Thursday, January 12, 2012

Barbarians at the Gate? No, Just Bain Capital


Newt's now-notorious film airing in South Carolina about the predatory practices of Bain Capital is, of course, way over the top (and point him up to be, yet again, the consummate hypocrite, since he inveighed righteously in Iowa against negative Super PAC ads). Bain is, like all private equity firms, a tamer descendant of the barbarians-at-the-gate era, the swashbuckling predators of the leveraged-buyout '80s. Bain does big bad takeovers, and fires people, but make no mistake: Bain is no KKR, and Mitt Romney is no T. Boone Pickens, as Mark Maremont of the WSJ pointed out the other day.

Gingrich and Rick Perry--he of the "vulture" accusations--are as usual fairly clueless about the charges they are making (both still think Fannie and Freddie were to blame for the subprime disaster, and Perry even believes that our troubles would end if only we "free up" Wall Street). Firms like Bain often do destroy companies but that is not the real problem, because when a Bain fails at a venture, at least it pays its dues, or sometimes goes bankrupt.  The more important point is that this is not true of others on Wall Street, especially the biggest banks that got us into this mess. Indeed, the reason that what Gingrich and Perry are saying resonates somewhat--and that they are so tempted to take this populist, anti-Wall Street message to South Carolina -- goes back to the Street's offenses over the last decade with subprime mortgage securitization.

No, the issue here is not really about "the rough and tumble of market capitalism," as the Wall Street Journal wrote today. This is about the CORRUPTION of market capitalism. It is an issue that in fact unites conservatives and liberals, OWS protesters and tea partiers alike. As I wrote in Capital Offense, both the Left and the Right were justifiably offended by the way the American system and capitalism itself---real capitalism, that is, the way it's supposed to work --- were subverted by the institutionalized fraud of the subprime era as well as the no-questions-asked bailout that followed. Liberals were appalled by the rampant destruction of social equity, and the rigged way so much wealth was amassed in the hands of the 1 percent; conservatives were outraged that the system didn't work the way it was supposed to: if you fail, you die.

And that is why the anti-Bain diatribes may gain some traction.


## What is required:
Within the material below, find each line bearing the word "plot" and present it.

## Provided records:
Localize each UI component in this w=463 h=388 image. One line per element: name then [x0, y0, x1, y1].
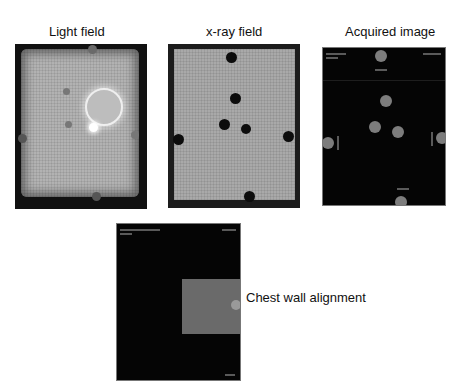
marker — [230, 93, 241, 104]
marker — [241, 124, 251, 134]
marker — [92, 192, 101, 201]
overlay-text — [337, 136, 339, 150]
xray-field-image — [168, 44, 300, 208]
overlay-text — [375, 69, 387, 71]
light-field-title: Light field — [49, 24, 105, 39]
bright-circle — [85, 88, 123, 126]
acquired-image — [322, 47, 446, 206]
marker — [65, 121, 72, 128]
chest-wall-label: Chest wall alignment — [246, 290, 366, 305]
overlay-text — [120, 229, 160, 231]
overlay-text — [397, 188, 409, 190]
marker — [322, 137, 334, 149]
marker — [219, 119, 230, 130]
marker — [88, 45, 97, 54]
chest-wall-image — [116, 223, 241, 381]
marker — [18, 134, 27, 143]
marker — [231, 300, 241, 310]
marker — [375, 50, 387, 62]
marker — [380, 95, 392, 107]
overlay-text — [326, 53, 346, 55]
light-field-area — [21, 49, 139, 197]
marker — [173, 134, 184, 145]
bright-dot — [89, 123, 98, 132]
marker — [63, 88, 70, 95]
marker — [226, 52, 237, 63]
overlay-text — [326, 57, 338, 59]
marker — [283, 131, 294, 142]
faint-line — [323, 80, 445, 81]
xray-field-title: x-ray field — [206, 24, 262, 39]
marker — [244, 191, 255, 202]
marker — [395, 196, 407, 206]
marker — [369, 121, 381, 133]
xray-field-area — [174, 49, 295, 200]
overlay-text — [225, 374, 235, 376]
overlay-text — [423, 53, 441, 55]
light-field-image — [15, 44, 147, 209]
marker — [392, 126, 404, 138]
overlay-text — [431, 132, 433, 146]
acquired-image-title: Acquired image — [345, 24, 435, 39]
marker — [131, 131, 139, 139]
overlay-text — [222, 229, 236, 231]
marker — [436, 132, 446, 144]
overlay-text — [120, 233, 132, 235]
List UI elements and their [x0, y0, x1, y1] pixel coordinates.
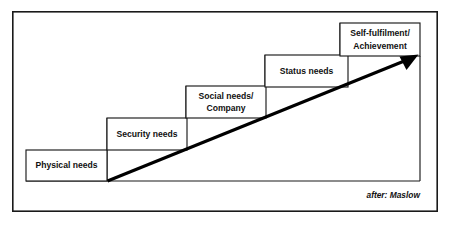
step-label-status-needs: Status needs — [280, 66, 334, 76]
step-label-social-needs-line1: Social needs/ — [199, 91, 255, 101]
maslow-diagram-figure: Physical needs Security needs Social nee… — [0, 0, 450, 230]
step-security-needs[interactable]: Security needs — [107, 118, 187, 150]
credit-after-maslow: after: Maslow — [366, 190, 420, 200]
step-label-social-needs-line2: Company — [206, 103, 245, 113]
step-label-self-fulfilment-line2: Achievement — [353, 41, 407, 51]
step-status-needs[interactable]: Status needs — [265, 55, 348, 87]
step-label-self-fulfilment-line1: Self-fulfilment/ — [350, 28, 410, 38]
step-label-security-needs: Security needs — [116, 129, 177, 139]
step-self-fulfilment-achievement[interactable]: Self-fulfilment/ Achievement — [340, 23, 420, 56]
step-social-needs-company[interactable]: Social needs/ Company — [186, 86, 266, 118]
step-label-physical-needs: Physical needs — [35, 160, 97, 170]
step-physical-needs[interactable]: Physical needs — [26, 150, 107, 181]
maslow-diagram-canvas: Physical needs Security needs Social nee… — [0, 0, 450, 230]
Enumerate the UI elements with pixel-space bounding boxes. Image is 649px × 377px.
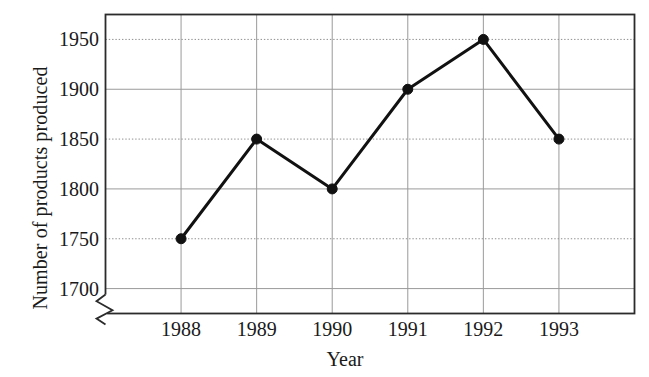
data-point-marker [327, 184, 337, 194]
data-point-marker [554, 134, 564, 144]
y-gridlines [106, 39, 635, 288]
data-point-marker [478, 34, 488, 44]
data-point-marker [176, 234, 186, 244]
data-point-marker [252, 134, 262, 144]
plot-frame [106, 15, 635, 314]
line-chart: Number of products produced 170017501800… [0, 0, 649, 377]
axis-break-zigzag-icon [97, 295, 113, 325]
data-point-marker [403, 84, 413, 94]
plot-area [0, 0, 649, 377]
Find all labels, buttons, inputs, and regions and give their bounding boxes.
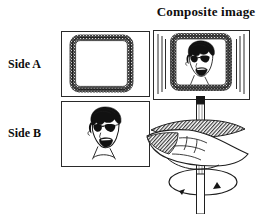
row-label-side-b: Side B <box>8 126 41 141</box>
stick-lower <box>197 174 205 214</box>
spinning-card-figure: Composite image Side A Side B <box>0 0 262 214</box>
side-a-frame-illustration <box>62 32 148 95</box>
motion-blur-left <box>158 34 166 94</box>
composite-illustration <box>154 31 248 98</box>
panel-side-a <box>61 31 150 97</box>
rotation-arrow-right <box>213 182 221 189</box>
side-b-face-illustration <box>62 102 148 165</box>
panel-side-b <box>61 101 150 167</box>
hand-and-stick-illustration <box>145 96 262 214</box>
motion-blur-right <box>237 34 245 94</box>
rotation-arrow-left <box>179 189 185 195</box>
row-label-side-a: Side A <box>8 57 41 72</box>
page-title: Composite image <box>150 4 262 20</box>
panel-composite <box>153 30 250 100</box>
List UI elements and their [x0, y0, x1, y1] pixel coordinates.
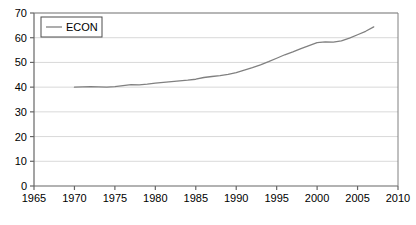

## Result:
plot-frame [106, 15, 635, 314]
plot-area [0, 0, 649, 377]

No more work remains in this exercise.